Ed, my old neighbour in Saskatchewan, believes a lousy day is unavoidable once in a while, but he feels some folks have months and years of bad days. My old neighbour feels going to church is a bad day for himself. He considers churches the location of funerals. They are events that are as bad as it gets for the dead and the living. Ed also believes churches are the source of trouble because people get married at churches, and once the wedding is over the problems starts.
Trouble and bad days go together. Trouble usually comes in bunches that seem beyond our control. There is a delightful children鈥檚 book by Judith Viorst called Alexander and the Terrible, Horrible, No Good, Very Bad Day. In the book, Alexander, a seven or eight-year-old boy, had a day when everything went wrong. His day started when he woke up with gum in his hair that had been in his mouth when he went to bed. At school, at the dentist, at the shoe store, at dinner, in his bath and in bed, trouble found Alexander. He was sure if he could run away to Australia his Terrible, Horrible, No Good, Very Bad Day would not happen there.
The Bible confirms that God is our refuge and strength, a very present help in trouble. We may need to hear that often because when problems and difficulties dog us, God may not be part of our solution. We tend to think that troubles are ours to solve and that we need to blame our problems on forces beyond our control. Ultimately, it is not who caused us trouble but how will we get out of our trouble. Are there some problems that we cannot fix?
Trouble in the Bible means pressed in or in a tight spot. Who likes to be stuck, unable to move freely or walk or run away? We say things like being under a burden of debt, between a rock and a hard place. Sometimes there is no escape, a hospital bed and tubes and machines holding you there. There are the times when loved ones die, and you cannot change death or replace their love and support. No one is without trouble for this earth is not heaven where tears and problems are forever gone.

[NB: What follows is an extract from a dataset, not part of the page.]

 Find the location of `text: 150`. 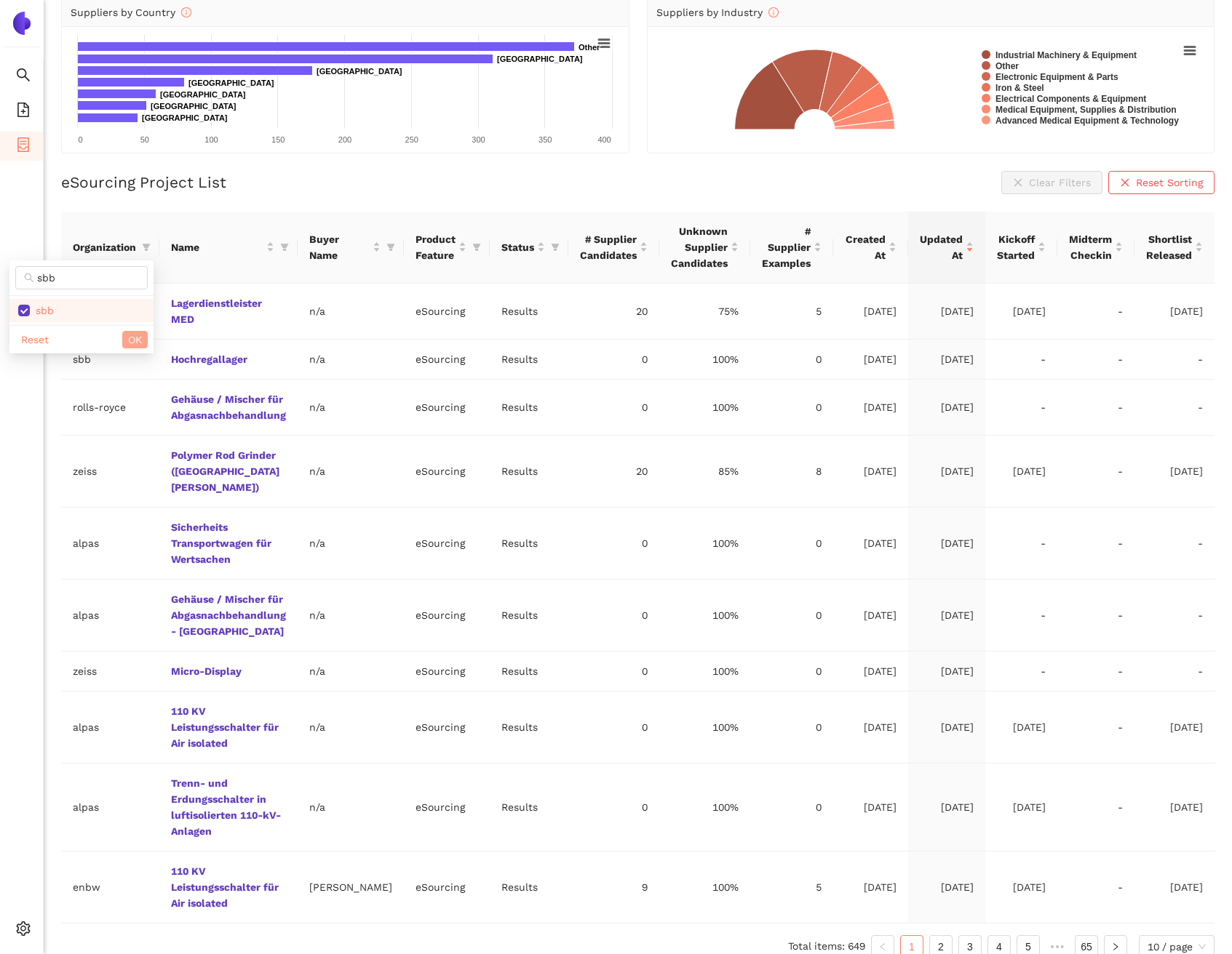

text: 150 is located at coordinates (278, 139).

When Jesus was arrested and taken to the house of the high priest, his troubles began to multiply. While they waited for daybreak and daylight for a legal trial to be conducted, those holding Jesus mocked him and beat him. In the gospel of Matthew, the high priest said to Jesus: 鈥淭ell us if you are the Christ, the Son of God.鈥 鈥淵es, it is as you say,鈥 Jesus replied. He had spoken blasphemy (Saying that he was the son of God) and was declared to be worthy of death. Pilate and Herod refused to help Jesus and allowed Jesus to be confined to death on the cross, burdened by the sins of the world. Jesus accepted all his trouble quiet as a lamb led to slaughter. It was God his Father鈥檚 will for the reconciliation of sinners to Himself. Jesus endured his trouble without trying to deny who he was or what he needed to suffer.